Nuclear energy, mostly from light water reactors that now provide about 15 percent of the world’s electricity, depends on fissioning a rare isotope of uranium, U-235. The U-235 to fuel light water reactors (LWR) is estimated to last about 75 years but the debate about recycling spent, light water reactor fuel, complicates the longevity estimate. Other objections related to mining, safety, waste disposal, and proliferation because of plutonium accumulation, are fixtures of the current technology, and will not go away until a much more capable and efficient fast neutron technology is adopted so that what we now call waste can be burned to produce electricity. Storing or burying spent LWR fuel does not solve the disposal/proliferation problem – transuranics must, and can be eliminated. Hence, expanded contemporary nuclear technology may be used to satisfy early increases in electricity demand, but it is not an option for the long term.

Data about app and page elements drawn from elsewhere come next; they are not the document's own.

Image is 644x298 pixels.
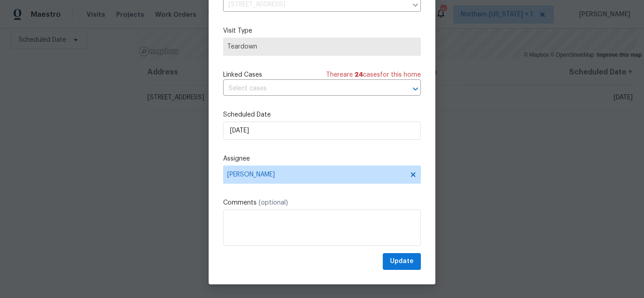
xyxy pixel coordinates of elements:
[355,72,363,78] span: 24
[227,171,405,178] span: [PERSON_NAME]
[223,82,396,96] input: Select cases
[326,71,421,80] span: There are case s for this home
[223,110,421,120] label: Scheduled Date
[223,26,421,35] label: Visit Type
[223,198,421,207] label: Comments
[390,256,414,267] span: Update
[383,253,421,270] button: Update
[223,71,262,80] span: Linked Cases
[227,42,417,51] span: Teardown
[223,154,421,163] label: Assignee
[259,200,288,206] span: (optional)
[223,122,421,140] input: M/D/YYYY
[409,83,422,95] button: Open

The first useable nuclear electricity was produced at the Idaho National Engineering Laboratory, by a sodium cooled breeder reactor in December, 1951 – the technology is not new, but of all the choices between renewables and advanced nuclear with recycle, nuclear is the only one that can be ramped up fast enough to keep pace with expanding demand. Several other countries are actively pursuing advanced fast neutron reactor engineering with the aim of productively burning all of the uranium isotopes. Thorium –about twice as abundant as uranium in the earth’s crust – also can be used to fuel breeder reactors different from current designs. Using all the uranium and thorium is the only approach that guarantees vastly increased, reliable, energy availability well into the next millennium. Advantages are sufficient energy, a comparatively tiny footprint, an enormous increase in a less complicated fuel supply, and much less demanding waste disposal. Proliferation worries are reduced because spent fuel does not accumulate –everything, including the plutonium and other transuranics in stored, contemporary spent LWR fuel, and dismantled weapons, burns, and only short-lived fission products remain. The vitrified fission products decay to background in 300 years, rather than thousands. If anthropogenic global warming ever turns out to be real, compared to the cost of inundation of coastal cities, the cost of clean, advanced nuclear power is peanuts.

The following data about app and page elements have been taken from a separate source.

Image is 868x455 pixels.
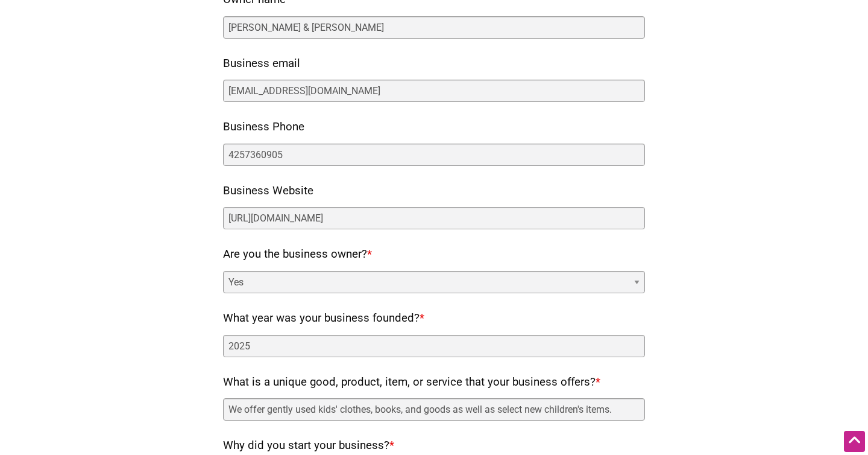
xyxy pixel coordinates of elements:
[223,308,425,329] label: What year was your business founded?
[223,244,372,265] label: Are you the business owner?
[223,117,305,137] label: Business Phone
[223,372,601,393] label: What is a unique good, product, item, or service that your business offers?
[223,54,300,74] label: Business email
[844,431,865,452] div: Scroll Back to Top
[223,181,314,201] label: Business Website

Conservation measures suffer because population growth quickly absorbs the energy savings and with renewable technologies currently being pursued, severe contraction of lifestyle is inevitable. Without some curb, Malthus’ prediction finally is slated to come true sometime after 2050. To dodge the prediction again, only advanced nuclear technology is capable of providing the enormous and continually expanding amount of energy needed in time to cushion the impact of population growth and avoid economic collapse. Without it, human reproduction must cease now. If there is a silver lining in this cloud, it is that we know how on both counts.

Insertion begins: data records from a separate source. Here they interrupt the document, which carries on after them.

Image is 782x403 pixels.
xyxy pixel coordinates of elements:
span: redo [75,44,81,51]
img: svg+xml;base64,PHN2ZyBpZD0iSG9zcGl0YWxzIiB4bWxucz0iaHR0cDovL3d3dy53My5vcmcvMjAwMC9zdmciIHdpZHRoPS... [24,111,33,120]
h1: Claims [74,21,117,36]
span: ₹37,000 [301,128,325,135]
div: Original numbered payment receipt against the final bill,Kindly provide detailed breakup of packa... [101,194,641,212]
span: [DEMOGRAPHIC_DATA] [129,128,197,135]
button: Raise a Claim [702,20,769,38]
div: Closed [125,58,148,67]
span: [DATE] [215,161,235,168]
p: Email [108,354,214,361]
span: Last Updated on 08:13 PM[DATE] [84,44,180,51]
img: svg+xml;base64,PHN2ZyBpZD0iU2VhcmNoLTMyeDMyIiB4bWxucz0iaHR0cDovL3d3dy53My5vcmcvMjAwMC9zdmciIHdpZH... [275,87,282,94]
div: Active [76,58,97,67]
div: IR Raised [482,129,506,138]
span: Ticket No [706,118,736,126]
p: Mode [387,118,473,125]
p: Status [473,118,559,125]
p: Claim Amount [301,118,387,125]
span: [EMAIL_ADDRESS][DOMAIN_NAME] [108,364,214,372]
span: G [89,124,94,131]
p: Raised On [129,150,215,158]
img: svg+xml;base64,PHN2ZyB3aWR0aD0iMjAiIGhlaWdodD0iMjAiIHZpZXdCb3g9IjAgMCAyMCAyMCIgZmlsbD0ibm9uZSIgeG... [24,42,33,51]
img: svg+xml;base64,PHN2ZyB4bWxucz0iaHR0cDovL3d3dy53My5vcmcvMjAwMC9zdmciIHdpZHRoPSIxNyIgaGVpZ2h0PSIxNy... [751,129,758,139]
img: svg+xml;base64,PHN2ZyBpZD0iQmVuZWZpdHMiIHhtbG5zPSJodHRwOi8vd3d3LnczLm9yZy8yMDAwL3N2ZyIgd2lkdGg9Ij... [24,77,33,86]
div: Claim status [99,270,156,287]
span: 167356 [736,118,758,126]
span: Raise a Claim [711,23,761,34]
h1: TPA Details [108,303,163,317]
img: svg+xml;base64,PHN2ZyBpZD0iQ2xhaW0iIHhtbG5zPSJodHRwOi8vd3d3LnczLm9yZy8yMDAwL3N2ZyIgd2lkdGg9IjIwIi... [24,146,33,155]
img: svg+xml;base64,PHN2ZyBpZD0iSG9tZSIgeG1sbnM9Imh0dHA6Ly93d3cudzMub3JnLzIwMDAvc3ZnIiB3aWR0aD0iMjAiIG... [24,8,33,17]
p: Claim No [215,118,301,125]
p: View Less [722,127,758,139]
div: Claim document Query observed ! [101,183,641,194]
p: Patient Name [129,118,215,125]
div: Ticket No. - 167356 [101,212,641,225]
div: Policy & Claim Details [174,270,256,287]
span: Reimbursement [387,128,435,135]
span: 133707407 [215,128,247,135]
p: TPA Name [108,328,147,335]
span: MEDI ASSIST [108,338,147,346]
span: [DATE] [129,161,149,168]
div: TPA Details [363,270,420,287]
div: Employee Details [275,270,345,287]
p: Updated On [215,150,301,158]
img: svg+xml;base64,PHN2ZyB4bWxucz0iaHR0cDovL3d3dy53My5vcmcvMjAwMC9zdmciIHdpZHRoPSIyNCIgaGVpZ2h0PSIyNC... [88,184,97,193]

FamilySecurityMatters.org Contributing Editor Don Petersen, Ph.D., writes for the Los Alamos Education Group and is past Leader of the Los Alamos National Laboratory’s Life Sciences Division. Since Operation Desert Shield, he has served on the Deputy Undersecretary of the Army for Operational Research advisory panel for development of chemical and biological weapons detection and protection equipment. Bill Stratton, Ph.D., writes for the Los Alamos Education Group. Now retired, he spent his career at the Los Alamos National Laboratory working on reactor safety and while a member of the working staff of the President’s Commission on the Accident at Three Mile Island, was instrumental in explaining why no radioactivity escaped from the reactor core. He has consulted for nuclear utilities, reactor vendors, the Department of Energy, the Nuclear Regulatory Commission and was a member of the Atomic Energy Commission’s Advisory Committee on Reactor Safeguards.